Sunday, October 17, 2010

The Music of the Waterfall

Buried in photos left to me by my father, relinquished to him by my mother at her death, bequeathed to her by my grandfather, and with few annotations whatever, are photos of him and his first bride, sometime after 1911 I believe, on their honeymoon to celebrate their marriage in that year. As hundreds of thousands of young couples then and now, they traveled the flat upstate of New York to see Niagara Falls. There are photos of him and his wife, another young couple, and my great grandmother, ... What was she doing there? A different era perhaps, or perhaps she had never traveled from Schenectady to see that wonder when it was her turn. No one needs a chaperon on their honeymoon, least of all a mother in law.
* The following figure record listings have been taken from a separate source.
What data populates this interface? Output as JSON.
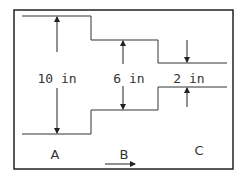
{
  "diagram": {
    "type": "pipe-reduction",
    "colors": {
      "line": "#222222",
      "text": "#333333",
      "background": "#ffffff"
    },
    "dimensions": [
      {
        "id": "A",
        "label": "10 in"
      },
      {
        "id": "B",
        "label": "6 in"
      },
      {
        "id": "C",
        "label": "2 in"
      }
    ],
    "sections": [
      {
        "label": "A"
      },
      {
        "label": "B"
      },
      {
        "label": "C"
      }
    ],
    "flow_direction": "right"
  }
}
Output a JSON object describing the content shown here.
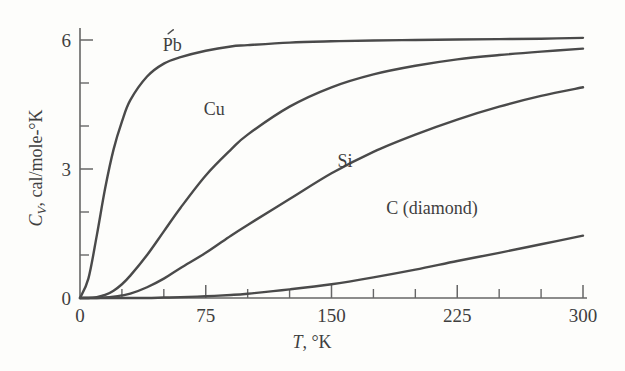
{
  "figure": {
    "background_color": "#fdfdfb",
    "ink_color": "#4a4a4a",
    "axis_color": "#666666"
  },
  "chart_data": {
    "type": "line",
    "title": "",
    "subtitle": "",
    "xlabel_parts": {
      "symbol": "T",
      "rest": ", °K"
    },
    "xlabel": "T, °K",
    "ylabel_parts": {
      "symbol": "C",
      "subscript": "V",
      "rest": ", cal/mole-°K"
    },
    "ylabel": "C_V, cal/mole-°K",
    "xlim": [
      0,
      300
    ],
    "ylim": [
      0,
      6.3
    ],
    "grid": false,
    "legend_position": "inline-curve-labels",
    "x_major_ticks": [
      0,
      75,
      150,
      225,
      300
    ],
    "x_major_tick_labels": [
      "0",
      "75",
      "150",
      "225",
      "300"
    ],
    "x_minor_ticks": [
      25,
      50,
      100,
      125,
      175,
      200,
      250,
      275
    ],
    "y_major_ticks": [
      0,
      3,
      6
    ],
    "y_major_tick_labels": [
      "0",
      "3",
      "6"
    ],
    "y_minor_ticks": [
      1,
      2,
      4,
      5
    ],
    "x": [
      0,
      5,
      10,
      15,
      20,
      25,
      30,
      40,
      50,
      60,
      75,
      90,
      100,
      125,
      150,
      175,
      200,
      225,
      250,
      275,
      300
    ],
    "series": [
      {
        "name": "Pb",
        "label": "Pb",
        "label_x": 55,
        "label_y": 5.75,
        "debye_temperature": 88,
        "values": [
          0.0,
          0.45,
          1.45,
          2.55,
          3.45,
          4.1,
          4.6,
          5.15,
          5.45,
          5.6,
          5.75,
          5.85,
          5.88,
          5.94,
          5.97,
          5.99,
          6.0,
          6.01,
          6.02,
          6.03,
          6.05
        ]
      },
      {
        "name": "Cu",
        "label": "Cu",
        "label_x": 80,
        "label_y": 4.25,
        "debye_temperature": 315,
        "values": [
          0.0,
          0.0,
          0.02,
          0.07,
          0.17,
          0.32,
          0.52,
          1.0,
          1.55,
          2.1,
          2.85,
          3.45,
          3.8,
          4.45,
          4.9,
          5.2,
          5.4,
          5.55,
          5.65,
          5.73,
          5.8
        ]
      },
      {
        "name": "Si",
        "label": "Si",
        "label_x": 158,
        "label_y": 3.05,
        "debye_temperature": 625,
        "values": [
          0.0,
          0.0,
          0.0,
          0.01,
          0.03,
          0.06,
          0.1,
          0.25,
          0.45,
          0.7,
          1.05,
          1.45,
          1.7,
          2.3,
          2.9,
          3.4,
          3.8,
          4.15,
          4.45,
          4.7,
          4.9
        ]
      },
      {
        "name": "C (diamond)",
        "label": "C (diamond)",
        "label_x": 210,
        "label_y": 1.95,
        "debye_temperature": 1860,
        "values": [
          0.0,
          0.0,
          0.0,
          0.0,
          0.0,
          0.0,
          0.0,
          0.0,
          0.01,
          0.02,
          0.04,
          0.07,
          0.1,
          0.2,
          0.32,
          0.48,
          0.66,
          0.86,
          1.05,
          1.25,
          1.45
        ]
      }
    ]
  }
}
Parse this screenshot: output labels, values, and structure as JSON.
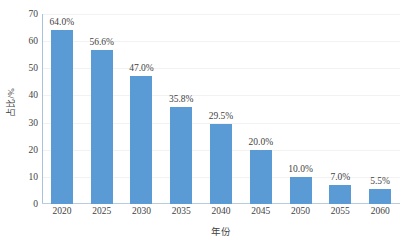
{
  "chart_data": {
    "type": "bar",
    "title": "",
    "categories": [
      "2020",
      "2025",
      "2030",
      "2035",
      "2040",
      "2045",
      "2050",
      "2055",
      "2060"
    ],
    "values": [
      64.0,
      56.6,
      47.0,
      35.8,
      29.5,
      20.0,
      10.0,
      7.0,
      5.5
    ],
    "data_labels": [
      "64.0%",
      "56.6%",
      "47.0%",
      "35.8%",
      "29.5%",
      "20.0%",
      "10.0%",
      "7.0%",
      "5.5%"
    ],
    "xlabel": "年份",
    "ylabel": "占比/%",
    "ylim": [
      0,
      70
    ],
    "yticks": [
      0,
      10,
      20,
      30,
      40,
      50,
      60,
      70
    ],
    "ytick_labels": [
      "0",
      "10",
      "20",
      "30",
      "40",
      "50",
      "60",
      "70"
    ],
    "grid": true,
    "legend": "none",
    "series": [
      {
        "name": "占比",
        "color": "#5b9bd5",
        "values": [
          64.0,
          56.6,
          47.0,
          35.8,
          29.5,
          20.0,
          10.0,
          7.0,
          5.5
        ]
      }
    ]
  },
  "colors": {
    "bar": "#5b9bd5",
    "grid": "#f2f2f2",
    "axis": "#b8cde0",
    "text": "#3f3f3f",
    "background": "#ffffff"
  }
}
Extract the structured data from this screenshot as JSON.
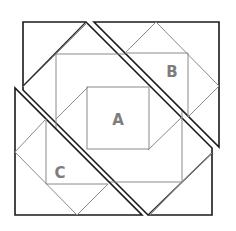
{
  "diagram": {
    "title": "",
    "labels": {
      "a": "A",
      "b": "B",
      "c": "C"
    },
    "pieces": [
      {
        "id": "piece-a",
        "label": "A",
        "description": "central piece containing square A"
      },
      {
        "id": "piece-b",
        "label": "B",
        "description": "upper-right triangular piece"
      },
      {
        "id": "piece-c",
        "label": "C",
        "description": "lower-left triangular piece"
      }
    ],
    "colors": {
      "outline": "#1a1a1a",
      "inner_line": "#8a8a8a",
      "label": "#7d7d7d",
      "background": "#ffffff"
    }
  }
}
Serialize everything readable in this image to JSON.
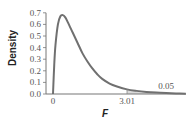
{
  "chart_data": {
    "type": "line",
    "title": "",
    "xlabel": "F",
    "ylabel": "Density",
    "ylim": [
      0.0,
      0.7
    ],
    "yticks": [
      "0.0",
      "0.1",
      "0.2",
      "0.3",
      "0.4",
      "0.5",
      "0.6",
      "0.7"
    ],
    "xticks": [
      "0",
      "3.01"
    ],
    "x_range": [
      0,
      5.4
    ],
    "grid": false,
    "series": [
      {
        "name": "F density",
        "x": [
          0.0,
          0.05,
          0.1,
          0.2,
          0.3,
          0.4,
          0.5,
          0.6,
          0.8,
          1.0,
          1.2,
          1.4,
          1.6,
          1.8,
          2.0,
          2.3,
          2.6,
          3.01,
          3.4,
          3.8,
          4.2,
          4.6,
          5.0,
          5.4
        ],
        "y": [
          0.0,
          0.25,
          0.42,
          0.6,
          0.67,
          0.68,
          0.66,
          0.62,
          0.53,
          0.44,
          0.35,
          0.28,
          0.22,
          0.17,
          0.13,
          0.09,
          0.065,
          0.04,
          0.027,
          0.018,
          0.012,
          0.008,
          0.005,
          0.003
        ]
      }
    ],
    "shaded_region": {
      "from": 3.01,
      "to": 5.4,
      "area_label": "0.05"
    },
    "annotations": [
      {
        "text": "0.05",
        "x": 4.6,
        "y": 0.07
      },
      {
        "text": "3.01",
        "x": 3.01,
        "position": "below-axis"
      }
    ],
    "colors": {
      "curve": "#707070",
      "shade": "#d9d9d9",
      "axis": "#777777"
    }
  },
  "labels": {
    "y_title": "Density",
    "x_title": "F",
    "tail_prob": "0.05",
    "critical_value": "3.01",
    "zero": "0",
    "top_cut": "0.05"
  }
}
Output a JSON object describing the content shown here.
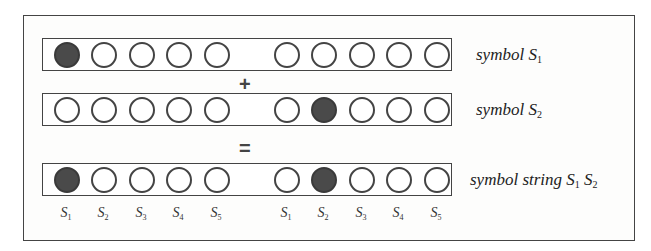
{
  "diagram": {
    "rows": [
      {
        "name": "symbol-s1",
        "label_text": "symbol S",
        "label_sub": "1",
        "filled": [
          true,
          false,
          false,
          false,
          false,
          false,
          false,
          false,
          false,
          false
        ]
      },
      {
        "name": "symbol-s2",
        "label_text": "symbol S",
        "label_sub": "2",
        "filled": [
          false,
          false,
          false,
          false,
          false,
          false,
          true,
          false,
          false,
          false
        ]
      },
      {
        "name": "symbol-string-s1s2",
        "label_text": "symbol string S",
        "label_sub": "1",
        "label_text2": " S",
        "label_sub2": "2",
        "filled": [
          true,
          false,
          false,
          false,
          false,
          false,
          true,
          false,
          false,
          false
        ]
      }
    ],
    "operators": {
      "plus": "+",
      "equals": "="
    },
    "index_labels": [
      {
        "base": "S",
        "sub": "1"
      },
      {
        "base": "S",
        "sub": "2"
      },
      {
        "base": "S",
        "sub": "3"
      },
      {
        "base": "S",
        "sub": "4"
      },
      {
        "base": "S",
        "sub": "5"
      },
      {
        "base": "S",
        "sub": "1"
      },
      {
        "base": "S",
        "sub": "2"
      },
      {
        "base": "S",
        "sub": "3"
      },
      {
        "base": "S",
        "sub": "4"
      },
      {
        "base": "S",
        "sub": "5"
      }
    ],
    "colors": {
      "filled": "#4a4a4a",
      "stroke": "#444444",
      "background": "#ffffff"
    }
  }
}
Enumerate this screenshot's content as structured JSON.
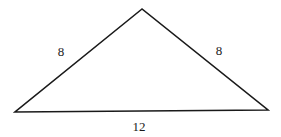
{
  "diagram": {
    "type": "isosceles-triangle",
    "vertices": {
      "apex": [
        142,
        9
      ],
      "left": [
        15,
        112
      ],
      "right": [
        268,
        110
      ]
    },
    "sides": {
      "left": {
        "label": "8",
        "pos": [
          61,
          56
        ]
      },
      "right": {
        "label": "8",
        "pos": [
          219,
          55
        ]
      },
      "base": {
        "label": "12",
        "pos": [
          139,
          131
        ]
      }
    },
    "stroke_color": "#1a1a1a",
    "background": "#ffffff"
  }
}
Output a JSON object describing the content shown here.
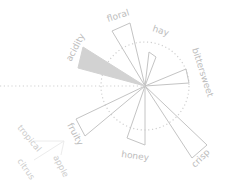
{
  "chart_data": {
    "type": "radial-bar",
    "title": "",
    "center": [
      145,
      86
    ],
    "guide_circle_radius": 44,
    "guide_line": {
      "from": [
        0,
        86
      ],
      "to": [
        145,
        86
      ]
    },
    "categories": [
      "floral",
      "hay",
      "bittersweet",
      "crisp",
      "honey",
      "fruity",
      "acidity"
    ],
    "series": [
      {
        "name": "flavor intensity",
        "values": [
          65,
          33,
          44,
          86,
          57,
          77,
          71
        ]
      }
    ],
    "highlighted": "acidity",
    "sub_categories": {
      "fruity": [
        "tropical",
        "citrus",
        "apple"
      ]
    },
    "wedges": [
      {
        "label": "floral",
        "points": "145,86 112,31 130,23",
        "highlight": false
      },
      {
        "label": "hay",
        "points": "145,86 149,52 156,57",
        "highlight": false
      },
      {
        "label": "bittersweet",
        "points": "145,86 186,69 189,83",
        "highlight": false
      },
      {
        "label": "crisp",
        "points": "145,86 207,145 192,158",
        "highlight": false
      },
      {
        "label": "honey",
        "points": "145,86 127,138 145,145",
        "highlight": false
      },
      {
        "label": "fruity",
        "points": "145,86 76,119 85,136",
        "highlight": false
      },
      {
        "label": "acidity",
        "points": "145,86 83,47 78,68",
        "highlight": true
      }
    ],
    "labels": [
      {
        "text": "floral",
        "x": 108,
        "y": 22,
        "rotate": -18
      },
      {
        "text": "hay",
        "x": 152,
        "y": 31,
        "rotate": 18
      },
      {
        "text": "bittersweet",
        "x": 192,
        "y": 49,
        "rotate": 72
      },
      {
        "text": "crisp",
        "x": 195,
        "y": 168,
        "rotate": -45
      },
      {
        "text": "honey",
        "x": 121,
        "y": 157,
        "rotate": 8
      },
      {
        "text": "fruity",
        "x": 67,
        "y": 125,
        "rotate": 62
      },
      {
        "text": "acidity",
        "x": 71,
        "y": 62,
        "rotate": -62
      }
    ],
    "sub_labels": [
      {
        "text": "tropical",
        "x": 17,
        "y": 128,
        "rotate": 50
      },
      {
        "text": "citrus",
        "x": 17,
        "y": 161,
        "rotate": 55
      },
      {
        "text": "apple",
        "x": 53,
        "y": 157,
        "rotate": 62
      }
    ],
    "sub_lines": [
      {
        "from": [
          64,
          141
        ],
        "to": [
          33,
          141
        ]
      },
      {
        "from": [
          64,
          141
        ],
        "to": [
          34,
          160
        ]
      },
      {
        "from": [
          64,
          141
        ],
        "to": [
          61,
          155
        ]
      }
    ]
  }
}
But that is not the purpose of this essay. The focus for now is upon the waterfall itself, and the realizations that came to me when I saw the photos from that trip almost 100 years ago.

Twenty years ago, in my backyard, ... my wife and daughters pointed to a patch of ground beside our deck and in full view of the family room windows, for me to create a water garden, a Koi Pond. My father was an engineer, and my mother a pianist, ... and the essence of the concept of the pond I hoped to create was a wonderful and durable garden for fish and plants, Summer and Winter, ... and a waterfall to play music for us and our children, and theirs someday.

The dig was daunting, with gneiss boulders, some 50 or 60 pounds, ... and in the end I lined a "quarry" of orange stone with a rubber sheet to retain the water for the life it would contain. It was plumbed, of course, ... a pump, and a succession of replacements, drawing water through a filter to sift leaves and twigs, and breakdown waste from fish and plants, ... and pump freshened water up a hill of about three feet, to a stone lined water course, over stones and slate plates, ... to splash into the pond once again. Anticlimactic, ... but hopefully enjoyable to the ear.

There was no sound, ... not even the splash you might hear when you draw a tub of water for a bath! I was destroyed, for more than any other feature of this pond, I wanted to hear the sound of cascading water, ... and could not fathom why I did not.

When it came to me in my sleep, I realized something I would understand confirmed in the photos years later, ... there was no sound, for there was nowhere for the sound to resonate.

Waterfalls are no different than a guitar, or a jaw's harp, or a mandolin. The sound occurs in a limited space, a vibrating string or spring, ... a splash of water against a stone. It is the space behind the vibration that causes the sound to resonate and refocus the sound for our enjoyment. Without the box we know as a guitar or mandolin, ... the sound would dissipate in space and be lost. Without a chamber behind the splash of water, the sound absorbs into the ground, and air, in all directions without any amplification.

And so, beneath and behind the last level of the water that cascaded down the stones in the waterfall, ... I created a box, a space, ... in which the sound of the splashing water could collect, and focus toward the porch, the deck and the windows. A "guitar" made of stone and strung with strands of splashing water. Only then did the waterfall sing to our family, at last. And then, ... the frogs came to sit in that box,.. to sing to us and taunt our dogs, ... and the Koi would slither up into that space on a skid of water, enjoying the splash and air and water together. Important to let the water meet the water, so the life can enjoy it too, ... I later realized. Suddenly life focused at the waterfall, which runs even in the dead of winter to aerate the pond, and keep the fish healthy. The failure of water flowing in the waterfall is a calamity that calls me in short order to repair.

Years later, I realized that Niagara, as many falls do, has carved out its own "sound box" with the rushing wash of water, and the erosion behind the stones at the base of the falls. The incredible rush of sound is the natural consequence of the "mandolin" shaped cave the falls themselves have carved behind the place the rushing waters splashed, ... carved over millenia.

I hope to build more waterfalls in my life, ... and tune them to play beautiful music from the water that traverses their steps. More than that, ... I hope to share the appreciation for that sort of understanding and the musical accompaniment they provide, ... as part of being Human, and understanding the gifts that are all around us.

Perhaps it is our best purpose not to splash and dash through life, but to reflect those things around us as they occur. Others may be the perfect object of that for us, ... their sounds amplified by our facing them as they live their lives. And in that reflection, we become a place where life is attracted to shimmer and tinkle in glimmering joy. Simply reflecting the joy around us.